NASA Lunabotics Autonomous Rover
This project focuses on building and testing an autonomous rover for the NASA Lunabotics competition. My work spans embedded motor control, rover safety behavior, and software integration for differential drive motion using linear and angular velocity commands.

Embedded Control + Rover Safety
- Implemented MicroPython control on ESP32 (WROOM / S3) for rover drive control.
- WebSocket-based control interface that accepts v (linear) and w (angular) commands.
- Differential drive conversion to left/right wheel commands and PWM control.
- Safety behavior on boot: force motor pins LOW to prevent unintended motion.
- Supported testing & debugging of drivetrain behavior and power stability.
Rover Moving Demo
This video demonstrates the Lunabotics rover executing controlled motion during field testing using a velocity-based drive model. The rover is driven through a custom embedded control stack that translates high-level motion commands into low-level motor actuation.

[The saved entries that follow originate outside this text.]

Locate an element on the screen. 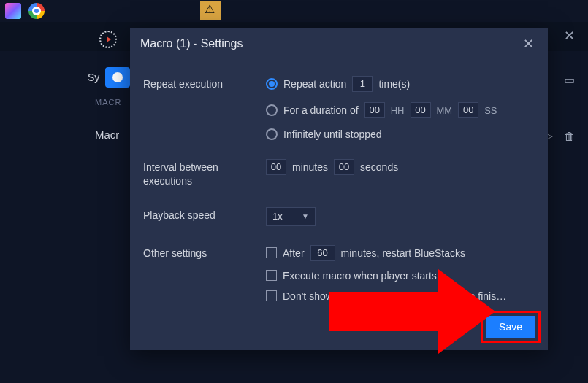 The image size is (588, 383). text-infinite: Infinitely until stopped is located at coordinates (333, 134).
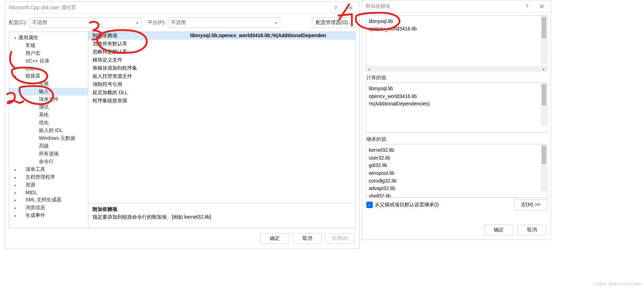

An ESP32 microcontroller (WROOM / S3) runs MicroPython and acts as the primary drive controller. Commands are sent wirelessly from a host system over a WebSocket connection, allowing real-time control and tuning during testing.
- Velocity Command Model: The controller accepts linear velocity (
v) and angular velocity (w) inputs, which are converted into left and right wheel speed commands. - Differential Drive Mapping: Wheel speeds are computed using the rover track width and scaled into PWM outputs for the motor drivers.
- Embedded Safety: On startup and communication loss, all motor control pins are forced LOW to prevent unintended motion.
- Controller Input: Motion commands are issued via a handheld controller interface, enabling smooth throttle response and predictable turning behavior.
Differential Drive with v / w Commands
- Converts linear/angular velocity into left/right wheel commands.
- PWM output (high frequency) to drive motor controllers.
- Safe-stop logic on disconnect or command timeout.
- Tunable constants for turn strength and track width.
- Designed for reliable driving during repeated field testing.

ROS 2 Integration
- ROS 2 used for higher-level autonomy and navigation workflows.
- Clean command pathway supports mapping control inputs into rover motion.
- System designed to expand toward full autonomy over time.
- Debugging focused on repeatable motion + stable power delivery.
Tools Used
- Embedded: ESP32-WROOM, ESP32-S3, MicroPython
- Comms: WebSocket control (microdot + microdot.websocket), Wi-Fi networking
- Robotics: Differential drive, v/w command model
- Software: ROS 2, Linux
- Testing: Power + drivetrain debugging during field testing
Purpose
Contribute to a competition-ready rover platform by delivering a reliable embedded control stack, safe startup behavior, and a clean interface for higher-level robotics software.
Results
- Stable remote driving using v/w velocity commands.
- Safety boot behavior prevents accidental movement at startup.
- Improved repeatability during drivetrain testing.
- Foundation created for future autonomy integration.
Future Work
- Sensor integration for autonomy (encoders / IMU / LiDAR).
- ROS 2 navigation improvements and better state estimation.
- More robust power distribution and load testing.